Winning composition: “Go Down, Death”
About David
David Das is a Grammy-nominated composer and music producer based in Los Angeles. His experience covers the range from feature films, TV shows, cartoons, commercials, trailers, and other media work, over to modern music production, choral and orchestral writing/arranging, and more. He has worked on projects for Lionsgate, Fox, Disney, DirecTV, Dreamworks, Fremantle, Intel, BBDO, HBO, PBS, TLC, Telemundo, Weight Watchers, Coca Cola, Hal Leonard, and many others.
He has composed music for dozens of TV shows, scored films (such as Lionsgate’s feature thriller The Appearing and the human trafficking drama Trafficked), worked on music teams (Jordan Peele's US, HBO's Allen v. Farrow, both with composer Michael Abels), and written and produced songs for numerous pop, rock, R&B, soul, and musical theatre artists (including Aaron Lazar's star-studded Impossible Dream). He serves as Vice President of the Society of Composers & Lyricists and Past President of the Academy of Scoring Arts.
More info can be found at: daviddas.com
When did you start composing? How would you describe your composition style?
I started creating as a young kid growing up in New Jersey. I was constantly writing songs and instrumental pieces inspired by the music I grew up with and the music I played in my school ensembles. I’ve had a really eclectic background, having grown up in pop, rock, and jazz, but then in my teenage and college years I discovered Gershwin’s jazz orchestral pieces, and that pivoted me over to the classical world, and then I grew to appreciate and love the masters.
What influences your composition style (genres, instruments, composers, etc.)?
I like to say I work with polar opposite influences: Stravinsky over here, Bruce Hornsby over there. Debussy over here, Billy Joel there. I have an affinity for the great American composers: Gershwin, Bernstein, Copland. I’m tremendously influenced by story, and by all kinds of film, TV, and game music. Writing to picture is the most unique experience I have as a creator, because it requires not just an understanding of a story and of a scene, but it requires putting your personal preferences aside to answer the question of: what music does this scene need? Sometimes the answer is big and grandiose and complex. Other times the answer is simple and minimal. Or groovy. Or weird. Music can convey story and surprise and motion and emotion in all kinds of unexpected ways. Sometimes, like you see on TikTok, it’s something familiar in an entirely different framing. Solving the riddle of the right music for the scene can be such an open question that I love challenging myself to solve it in different ways.
How do you choose texts for your pieces?
I don’t have any one set approach for that except that I look for texts that are open to broad interpretation, and texts that sit well once the words are hung on notes. Many times, I look for texts to have a natural conversational or narrative quality about them. I want the listener to be able to hear something unique when the original text gets married to new music. Best case, the text comes alive in a new way for the listener and the performer.
What do you enjoy most about composing for voices?
Voices are so versatile. It’s the most natural and the most universal instrument. To paraphrase Gusteau from Ratatouille, everyone can sing, and I think there’s something so relatable about that, even for people who haven’t had the experience or training to be more polished. I love the way Bobby McFerrin took something so fundamentally universal and made it acrobatic. I love the way Take 6 made their voices into a big band. I think we’ll be making music with our voices for as long as there are humans on this planet. Singing is expressive, and it’s communal. It’s something we can do alone to express ourselves, or together to make something unique that no one individual could ever have made by themselves.
Tell us about your piece. Is it similar to other pieces you’ve composed? What was your inspiration? etc.
“Go Down, Death” is a dramatic piece for SATB choir with a featured soprano soloist. This piece was inspired by its text, drawn from the poetry of American civil rights activist James Weldon Johnson (1871-1938), who is most recognized for writing the lyrics to “Lift Every Voice and Sing” in 1899. Among his many other accomplishments were leading the NAACP from 1917-1930, and working as professor of creative literature and writing at Fisk University (an HBCU).
The poem “Go Down, Death” is a poignant funeral sermon. Written on Thanksgiving Day, 1926, it depicts God sending his servant, Death, to bring to an old woman to heaven. Dramatic in its personalization of Death, it was the perfect vehicle to set to music, with the galloping horses of Death coming for the woman, and the interwoven themes of death, faith, pain, and divine mercy. The poem serves both as a eulogy for the deceased, and a broader commentary on the spiritual journey of the soul.
It is this multilayered expression that inspired me to set it to music. The funeral scenes bookend the piece, and separated by strategic moments of silence, connect to the journey of Death to fetch the woman.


What is expected: Which lines in the entries below contain the string "some"? Show each of them in full.

Data items
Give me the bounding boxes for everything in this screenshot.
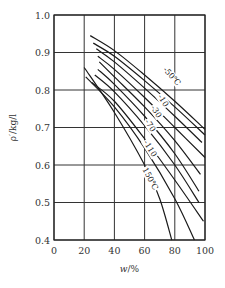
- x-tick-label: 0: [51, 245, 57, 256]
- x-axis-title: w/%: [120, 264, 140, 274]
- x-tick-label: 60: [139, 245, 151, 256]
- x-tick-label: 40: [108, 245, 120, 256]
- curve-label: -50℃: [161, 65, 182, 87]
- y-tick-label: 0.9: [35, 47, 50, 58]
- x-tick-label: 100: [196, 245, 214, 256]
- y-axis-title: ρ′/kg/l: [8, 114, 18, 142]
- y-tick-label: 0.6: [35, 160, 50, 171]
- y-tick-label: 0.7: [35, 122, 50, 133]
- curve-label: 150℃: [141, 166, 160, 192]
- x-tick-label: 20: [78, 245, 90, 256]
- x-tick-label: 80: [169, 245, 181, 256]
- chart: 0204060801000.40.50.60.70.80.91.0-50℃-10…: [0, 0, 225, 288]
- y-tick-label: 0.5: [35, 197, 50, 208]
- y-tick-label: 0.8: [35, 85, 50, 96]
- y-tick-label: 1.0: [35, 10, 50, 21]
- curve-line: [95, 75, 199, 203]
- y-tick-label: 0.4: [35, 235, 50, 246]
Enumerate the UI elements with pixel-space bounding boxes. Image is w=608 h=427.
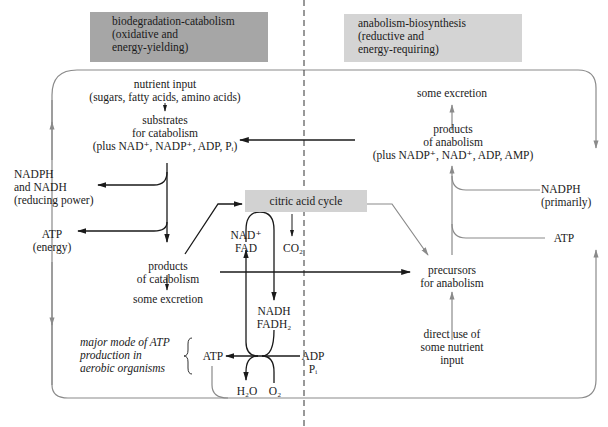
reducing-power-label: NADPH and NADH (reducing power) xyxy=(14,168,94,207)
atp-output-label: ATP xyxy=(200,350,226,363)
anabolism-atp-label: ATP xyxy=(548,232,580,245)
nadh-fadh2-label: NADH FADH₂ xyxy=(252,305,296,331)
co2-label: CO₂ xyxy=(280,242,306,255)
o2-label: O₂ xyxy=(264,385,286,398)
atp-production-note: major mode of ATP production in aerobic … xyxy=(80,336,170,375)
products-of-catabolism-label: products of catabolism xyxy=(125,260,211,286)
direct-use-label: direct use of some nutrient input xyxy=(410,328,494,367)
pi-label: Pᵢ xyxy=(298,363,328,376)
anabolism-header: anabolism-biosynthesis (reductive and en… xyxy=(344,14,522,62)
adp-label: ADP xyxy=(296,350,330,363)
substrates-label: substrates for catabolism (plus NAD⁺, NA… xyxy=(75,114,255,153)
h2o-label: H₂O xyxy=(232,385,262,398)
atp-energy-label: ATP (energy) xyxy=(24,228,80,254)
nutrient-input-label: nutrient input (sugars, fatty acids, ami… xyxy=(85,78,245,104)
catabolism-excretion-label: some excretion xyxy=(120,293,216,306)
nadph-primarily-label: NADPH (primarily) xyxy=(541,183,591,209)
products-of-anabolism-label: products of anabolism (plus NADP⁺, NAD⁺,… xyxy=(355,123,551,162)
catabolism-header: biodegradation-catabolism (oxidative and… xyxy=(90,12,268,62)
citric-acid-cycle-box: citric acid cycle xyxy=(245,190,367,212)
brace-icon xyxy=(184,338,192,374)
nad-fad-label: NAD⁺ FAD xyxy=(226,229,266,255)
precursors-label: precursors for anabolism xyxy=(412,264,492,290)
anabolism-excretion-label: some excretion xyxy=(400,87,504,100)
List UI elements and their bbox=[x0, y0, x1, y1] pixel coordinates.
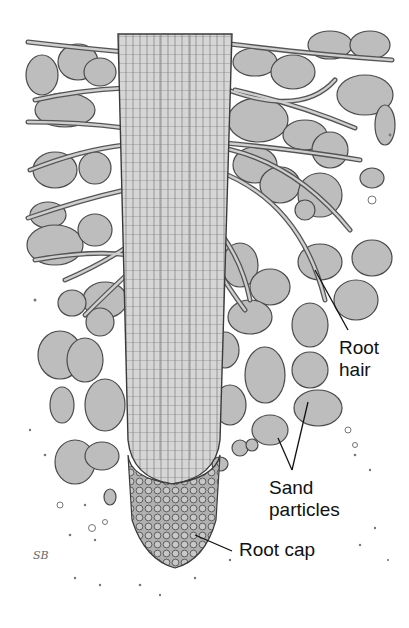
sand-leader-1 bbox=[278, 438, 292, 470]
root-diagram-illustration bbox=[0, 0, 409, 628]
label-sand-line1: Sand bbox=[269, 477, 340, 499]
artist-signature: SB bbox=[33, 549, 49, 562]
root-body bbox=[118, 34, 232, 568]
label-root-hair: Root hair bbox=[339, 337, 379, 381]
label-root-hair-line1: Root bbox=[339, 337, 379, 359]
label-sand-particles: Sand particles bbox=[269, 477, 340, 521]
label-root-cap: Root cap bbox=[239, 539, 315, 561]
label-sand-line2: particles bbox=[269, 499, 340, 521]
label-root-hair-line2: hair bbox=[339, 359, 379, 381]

* * *

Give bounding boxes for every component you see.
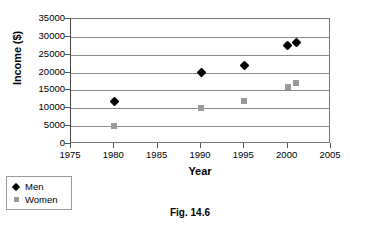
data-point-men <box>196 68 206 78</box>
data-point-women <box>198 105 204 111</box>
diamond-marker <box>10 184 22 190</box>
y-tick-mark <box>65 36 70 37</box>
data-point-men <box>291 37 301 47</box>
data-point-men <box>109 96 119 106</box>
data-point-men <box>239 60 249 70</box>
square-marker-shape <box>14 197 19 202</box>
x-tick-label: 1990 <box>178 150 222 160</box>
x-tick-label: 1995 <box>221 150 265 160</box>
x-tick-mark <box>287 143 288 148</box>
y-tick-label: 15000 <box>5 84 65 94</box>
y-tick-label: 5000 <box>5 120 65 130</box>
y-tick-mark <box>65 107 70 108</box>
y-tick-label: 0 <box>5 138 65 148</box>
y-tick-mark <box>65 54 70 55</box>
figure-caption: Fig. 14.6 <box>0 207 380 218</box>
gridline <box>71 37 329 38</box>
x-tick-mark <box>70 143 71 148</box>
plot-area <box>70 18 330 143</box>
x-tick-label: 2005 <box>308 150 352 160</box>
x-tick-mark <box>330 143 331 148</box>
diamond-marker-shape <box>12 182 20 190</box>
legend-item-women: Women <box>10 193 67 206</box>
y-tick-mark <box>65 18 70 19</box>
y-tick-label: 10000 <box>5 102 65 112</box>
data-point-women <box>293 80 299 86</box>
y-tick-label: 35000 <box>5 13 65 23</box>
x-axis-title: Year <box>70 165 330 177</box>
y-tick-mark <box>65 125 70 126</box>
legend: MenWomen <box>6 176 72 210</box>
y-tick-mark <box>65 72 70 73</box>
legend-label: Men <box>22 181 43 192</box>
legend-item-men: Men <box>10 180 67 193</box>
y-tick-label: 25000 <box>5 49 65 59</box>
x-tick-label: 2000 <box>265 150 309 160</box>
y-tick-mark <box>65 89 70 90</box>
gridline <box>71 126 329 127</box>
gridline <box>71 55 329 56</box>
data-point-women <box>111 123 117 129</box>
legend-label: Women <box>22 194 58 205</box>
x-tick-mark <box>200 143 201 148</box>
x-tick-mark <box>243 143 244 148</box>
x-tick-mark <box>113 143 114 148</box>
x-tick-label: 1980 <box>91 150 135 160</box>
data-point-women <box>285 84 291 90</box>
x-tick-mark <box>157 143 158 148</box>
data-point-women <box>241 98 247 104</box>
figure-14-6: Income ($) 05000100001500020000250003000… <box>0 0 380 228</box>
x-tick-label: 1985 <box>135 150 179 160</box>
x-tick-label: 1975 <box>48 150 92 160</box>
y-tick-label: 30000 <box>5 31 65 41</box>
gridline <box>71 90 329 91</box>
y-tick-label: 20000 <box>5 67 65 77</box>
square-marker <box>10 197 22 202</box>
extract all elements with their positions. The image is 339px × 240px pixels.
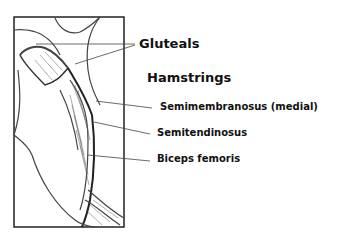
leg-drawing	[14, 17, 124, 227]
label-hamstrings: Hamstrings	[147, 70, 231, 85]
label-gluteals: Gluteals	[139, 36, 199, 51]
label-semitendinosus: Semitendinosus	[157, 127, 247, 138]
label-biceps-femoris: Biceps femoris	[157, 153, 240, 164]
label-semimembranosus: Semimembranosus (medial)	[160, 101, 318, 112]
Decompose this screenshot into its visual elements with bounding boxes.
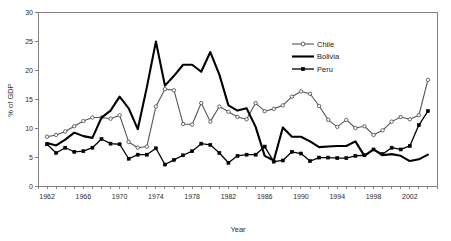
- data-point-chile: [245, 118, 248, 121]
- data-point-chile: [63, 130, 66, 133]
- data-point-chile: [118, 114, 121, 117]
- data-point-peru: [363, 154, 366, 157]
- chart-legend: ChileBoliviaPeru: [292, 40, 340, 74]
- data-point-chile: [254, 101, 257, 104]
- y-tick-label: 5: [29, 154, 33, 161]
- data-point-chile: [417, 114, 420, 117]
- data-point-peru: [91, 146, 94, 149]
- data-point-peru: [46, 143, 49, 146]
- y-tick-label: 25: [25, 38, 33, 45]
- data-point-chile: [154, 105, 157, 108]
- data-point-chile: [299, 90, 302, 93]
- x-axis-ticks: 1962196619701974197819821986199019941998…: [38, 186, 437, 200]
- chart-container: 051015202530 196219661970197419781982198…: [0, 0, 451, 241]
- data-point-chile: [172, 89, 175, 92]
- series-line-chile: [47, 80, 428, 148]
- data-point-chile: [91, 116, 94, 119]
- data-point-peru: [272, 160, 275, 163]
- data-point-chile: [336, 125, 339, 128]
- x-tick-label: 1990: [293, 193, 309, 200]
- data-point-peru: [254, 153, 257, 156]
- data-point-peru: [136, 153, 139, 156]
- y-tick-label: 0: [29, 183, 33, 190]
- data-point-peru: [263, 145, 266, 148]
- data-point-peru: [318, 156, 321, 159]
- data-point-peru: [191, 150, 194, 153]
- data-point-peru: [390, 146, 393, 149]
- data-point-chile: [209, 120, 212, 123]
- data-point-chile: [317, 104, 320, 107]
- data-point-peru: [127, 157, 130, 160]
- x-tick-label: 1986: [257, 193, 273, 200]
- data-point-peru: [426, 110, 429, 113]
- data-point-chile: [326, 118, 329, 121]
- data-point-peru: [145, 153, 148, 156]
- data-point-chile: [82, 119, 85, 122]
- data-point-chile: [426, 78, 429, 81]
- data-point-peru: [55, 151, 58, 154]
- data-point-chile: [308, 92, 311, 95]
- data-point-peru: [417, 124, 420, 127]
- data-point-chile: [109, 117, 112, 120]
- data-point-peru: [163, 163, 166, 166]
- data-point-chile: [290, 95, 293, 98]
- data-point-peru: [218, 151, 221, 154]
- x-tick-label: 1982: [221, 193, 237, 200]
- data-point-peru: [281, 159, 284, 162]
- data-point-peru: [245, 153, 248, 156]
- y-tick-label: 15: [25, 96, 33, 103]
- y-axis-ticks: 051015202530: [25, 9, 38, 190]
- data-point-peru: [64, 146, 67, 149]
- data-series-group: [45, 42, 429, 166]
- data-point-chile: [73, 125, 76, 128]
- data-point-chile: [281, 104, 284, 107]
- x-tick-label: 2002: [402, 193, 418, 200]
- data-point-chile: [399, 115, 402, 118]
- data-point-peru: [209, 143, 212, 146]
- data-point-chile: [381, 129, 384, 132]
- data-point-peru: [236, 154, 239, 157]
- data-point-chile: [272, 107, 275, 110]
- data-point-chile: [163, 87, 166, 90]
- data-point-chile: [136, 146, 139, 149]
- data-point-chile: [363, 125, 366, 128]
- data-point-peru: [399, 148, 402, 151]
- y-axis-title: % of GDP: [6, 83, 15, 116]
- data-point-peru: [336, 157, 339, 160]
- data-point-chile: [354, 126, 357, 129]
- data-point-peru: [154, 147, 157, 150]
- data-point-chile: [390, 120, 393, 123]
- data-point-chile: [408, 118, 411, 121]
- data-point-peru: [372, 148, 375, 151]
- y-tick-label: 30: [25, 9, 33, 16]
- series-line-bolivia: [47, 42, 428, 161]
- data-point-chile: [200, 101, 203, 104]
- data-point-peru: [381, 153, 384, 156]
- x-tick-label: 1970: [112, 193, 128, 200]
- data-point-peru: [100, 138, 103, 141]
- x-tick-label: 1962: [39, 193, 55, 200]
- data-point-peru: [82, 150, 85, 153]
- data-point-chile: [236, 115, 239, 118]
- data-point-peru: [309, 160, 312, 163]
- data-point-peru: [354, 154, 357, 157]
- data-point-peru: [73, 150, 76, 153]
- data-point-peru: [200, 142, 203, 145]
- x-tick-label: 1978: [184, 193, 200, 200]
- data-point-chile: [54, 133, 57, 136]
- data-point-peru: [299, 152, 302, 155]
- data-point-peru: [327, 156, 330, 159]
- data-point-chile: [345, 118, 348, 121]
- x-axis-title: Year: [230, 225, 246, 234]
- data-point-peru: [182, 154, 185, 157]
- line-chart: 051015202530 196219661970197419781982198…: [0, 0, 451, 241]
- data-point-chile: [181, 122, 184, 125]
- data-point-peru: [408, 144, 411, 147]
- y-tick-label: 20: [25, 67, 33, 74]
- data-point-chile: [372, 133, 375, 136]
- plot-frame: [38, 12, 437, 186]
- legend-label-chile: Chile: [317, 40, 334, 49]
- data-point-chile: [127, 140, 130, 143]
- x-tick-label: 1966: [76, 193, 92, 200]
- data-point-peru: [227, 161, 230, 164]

Completed task:
direct-use-label: direct use of some nutrient input xyxy=(410,328,494,367)
catabolism-excretion-label: some excretion xyxy=(120,293,216,306)
anabolism-excretion-label: some excretion xyxy=(400,87,504,100)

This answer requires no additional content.